Do You Putt to the Beat of a Different Drummer?
I love putter inventions! Just when you think you have seen everything some golfer dreams up a crazy new design that will undoubtedly eliminate the dreaded 3-putt. This week’s wild new design is found in a patent application that published today as US Pub. No. An improved design for a golf putter has a putter head with a back surface formed in an elliptical shape elongated along a transverse axis normal to a swing plane for the putter, enclosing a hollow interior and having a circumferential rim forming an elliptical frame for the putter head. A head striking surface is formed with a sheet of taut, resilient material secured to the elliptical frame providing a trampoline-like drum head effect when it makes contact with a golf ball that tends to return the ball’s rolling trajectory to the target line of the swing axis even if contact is made off-center. The putter body is an elongated tubular body oriented in the direction of the swing axis, so that the peripheral weight of the putter is aligned along the swing axis and creates a pendulum plumb-bob effect of weight moving under gravity aligned in the swing direction. The front end of the tubular body is fitted through a central aperture in the back surface of the putter head and abuts the taut, resilient sheet material to form a circular “sweet spot” on the head striking surface.
I suspect we won’t see any of these at Doral this week (unless Matt Every is in the market for a new flatstick).
Dave Dawsey – The Putter Patent Attorney
PS – Check out this putter designed on a similar premise.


Problem requirements:
Pull every line with "scan" from the entries below.

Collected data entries
....................
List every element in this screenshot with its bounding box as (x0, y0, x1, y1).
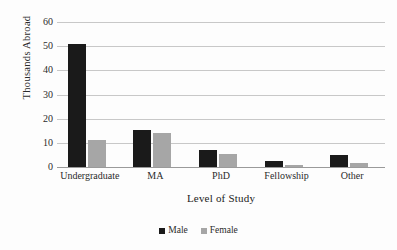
y-tick-label: 40 (31, 65, 53, 75)
y-tick-label: 0 (31, 162, 53, 172)
bar-female-other (350, 163, 368, 167)
bar-group (319, 22, 385, 167)
x-axis-title: Level of Study (57, 192, 385, 204)
y-tick-label: 30 (31, 90, 53, 100)
chart-legend: MaleFemale (0, 226, 397, 236)
bar-male-phd (199, 150, 217, 167)
bar-chart-figure: …………………………………………………… Thousands Abroad 01… (0, 0, 397, 250)
bar-group (188, 22, 254, 167)
bar-male-fellowship (265, 161, 283, 167)
legend-label: Female (210, 226, 238, 236)
y-axis-tick-labels: 0102030405060 (28, 22, 53, 167)
legend-swatch-male-icon (159, 228, 165, 234)
x-tick-label: Fellowship (254, 169, 320, 182)
legend-item-male: Male (159, 226, 188, 236)
y-tick-label: 10 (31, 138, 53, 148)
axis-baseline (57, 167, 385, 168)
legend-label: Male (168, 226, 188, 236)
y-tick-label: 50 (31, 41, 53, 51)
y-tick-label: 60 (31, 17, 53, 27)
legend-swatch-female-icon (201, 228, 207, 234)
legend-item-female: Female (201, 226, 238, 236)
bar-male-ma (133, 130, 151, 167)
bar-male-other (330, 155, 348, 167)
bar-female-undergraduate (88, 140, 106, 167)
x-tick-label: PhD (188, 169, 254, 182)
scan-artifact-strip: …………………………………………………… (0, 0, 397, 8)
x-tick-label: Undergraduate (57, 169, 123, 182)
bar-female-phd (219, 154, 237, 167)
x-axis-tick-labels: UndergraduateMAPhDFellowshipOther (57, 169, 385, 185)
bar-female-ma (153, 133, 171, 167)
x-tick-label: MA (123, 169, 189, 182)
y-tick-label: 20 (31, 114, 53, 124)
scan-artifact-text: …………………………………………………… (4, 0, 393, 1)
bar-group (57, 22, 123, 167)
bar-group (254, 22, 320, 167)
bars-layer (57, 22, 385, 167)
bar-group (123, 22, 189, 167)
bar-male-undergraduate (68, 44, 86, 167)
x-tick-label: Other (319, 169, 385, 182)
bar-female-fellowship (285, 165, 303, 167)
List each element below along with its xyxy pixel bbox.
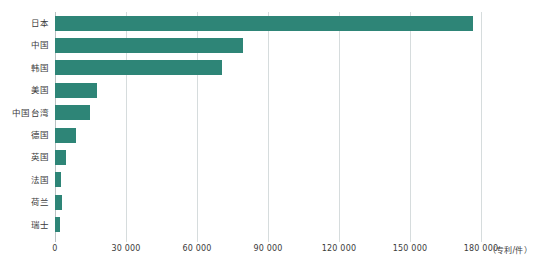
....................
Exercise output:
scan-artifact-strip: …………………………………………………… (0, 0, 397, 8)
scan-artifact-text: …………………………………………………… (4, 0, 393, 1)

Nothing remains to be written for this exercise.